RULE OF LAW : SUBSTANTIVE
- Substantive conceptions of rule of law go beyond form/procedure to include
• Private property : a libertarian view
• Protection of human rights
- Raz : Rule of law can’t mean rule of good law.
• The rule of law is not the rule of good law.
• A non-democratic legal system, based on the denial of human rights, on extensive poverty, on racial segregation,
sexual inequalities, and religious preservation may, in principle conform to the requirements of the rule of law
better than any of the legal systems in Western democracies.
• These will be a worse legal system, but they conform to the rule of law.
- Lord Bingham : human rights are part of rule of law; embraces a thick definition of protection of human rights within
its scope.
RULE OF LAW : RULEBOOK V RIGHTS
- Dworkin : formal ‘rulebook’ conception of RoL are inadequate
• Rulebook conceptions focus on predictability at the expense of justice.

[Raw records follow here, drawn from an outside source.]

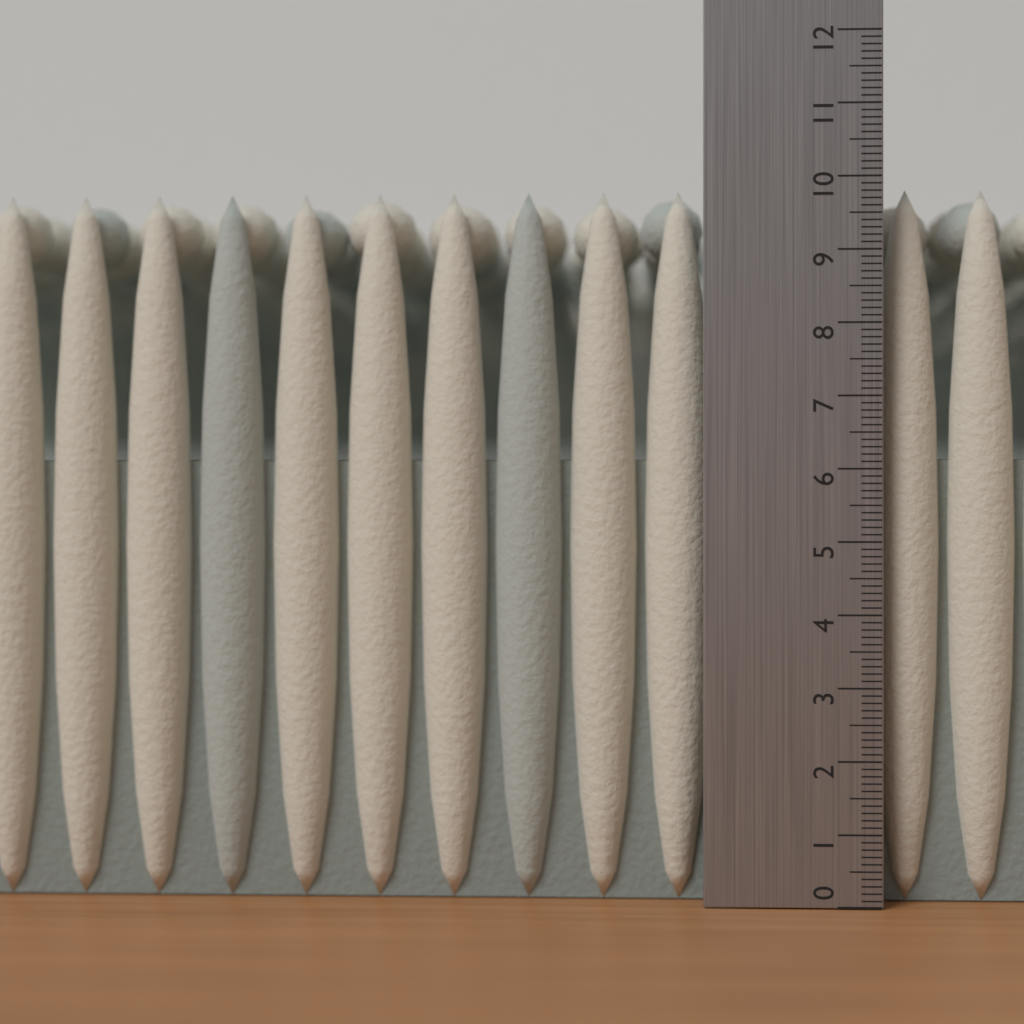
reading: 9.9 (no unit)
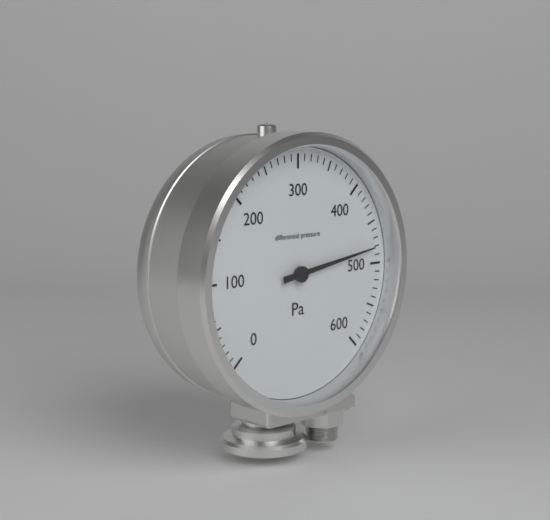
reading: 480 Pa
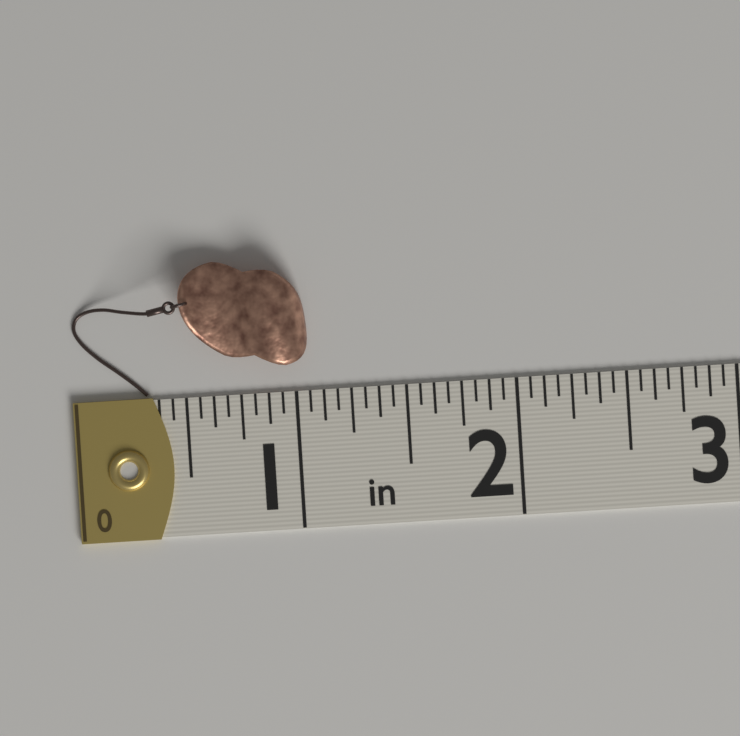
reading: 1.0625 in
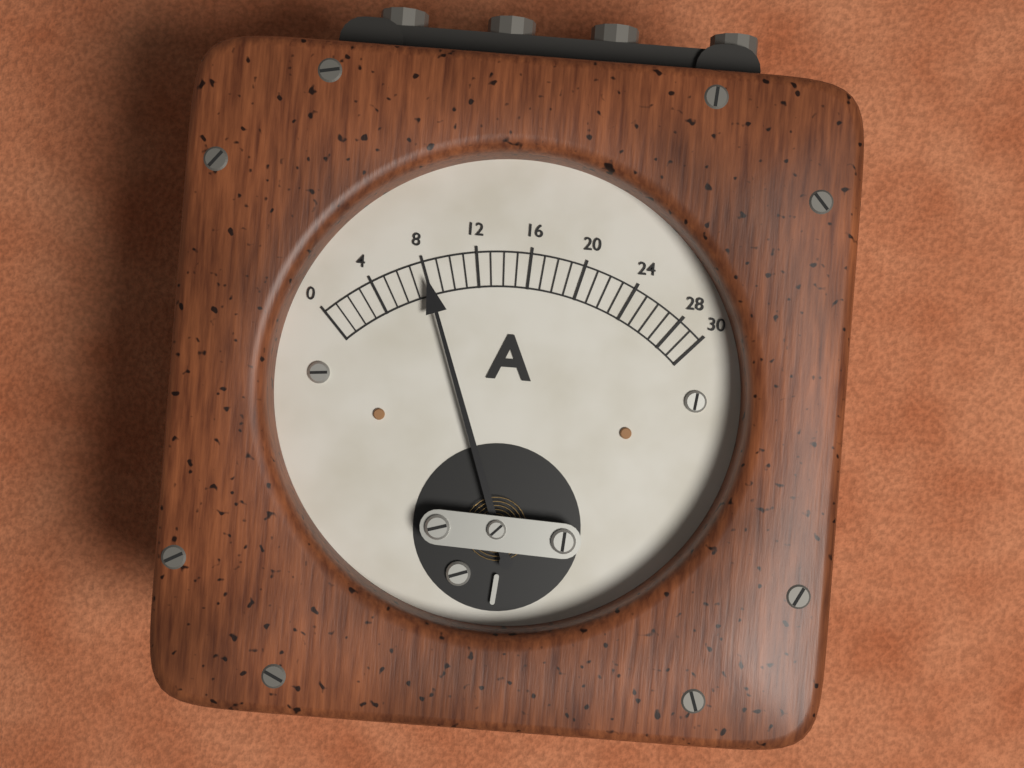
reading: 8 A
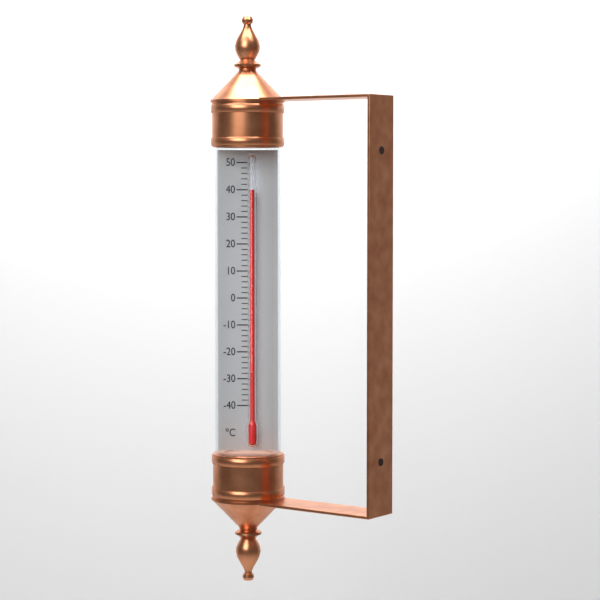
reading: 40 °C
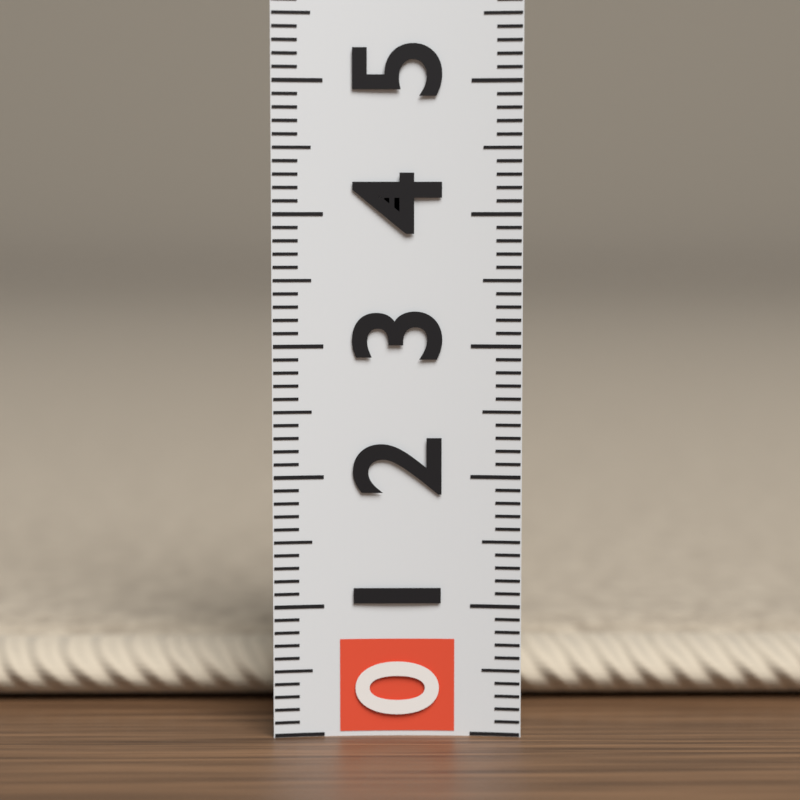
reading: 0.5 (no unit)
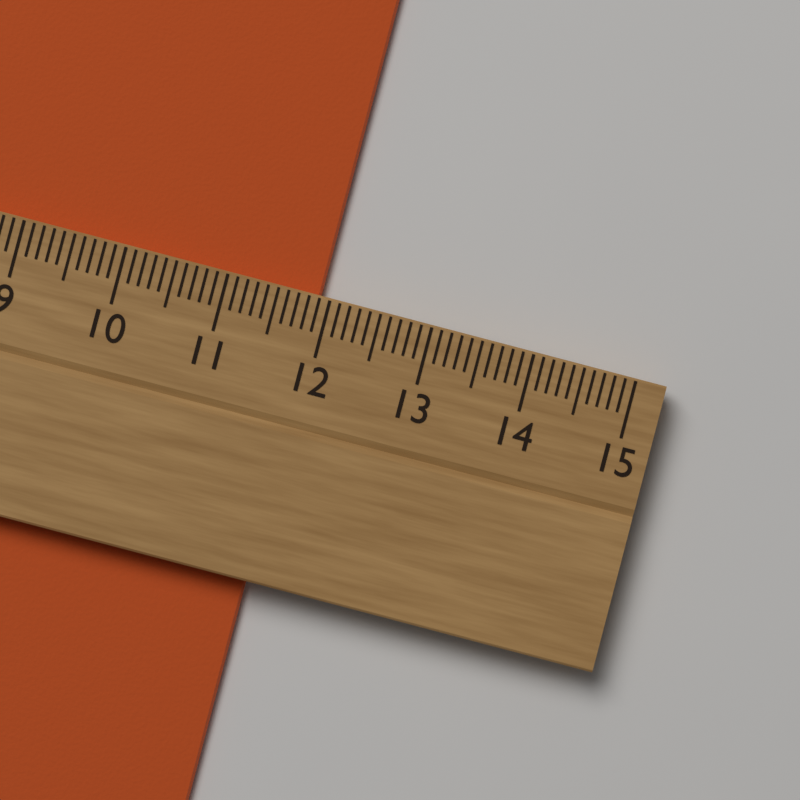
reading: 11.9 cm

Sometimes, predictability is unjust.
• He wants to make them to best they can be ; offer an interpretation of RoL which is attractive and coherent with
other ideas.
• Substantive ‘rights’ conception of RoL = ideal of rule by an accurate public conception of individual rights.
- This is very demanding; not enough that legal system is ruling according to some conception of individual
rights, it must be ‘accurate’. There has been no system that lives up to this ideal.
Be clear of what you mean when you refer to the RoL in exam!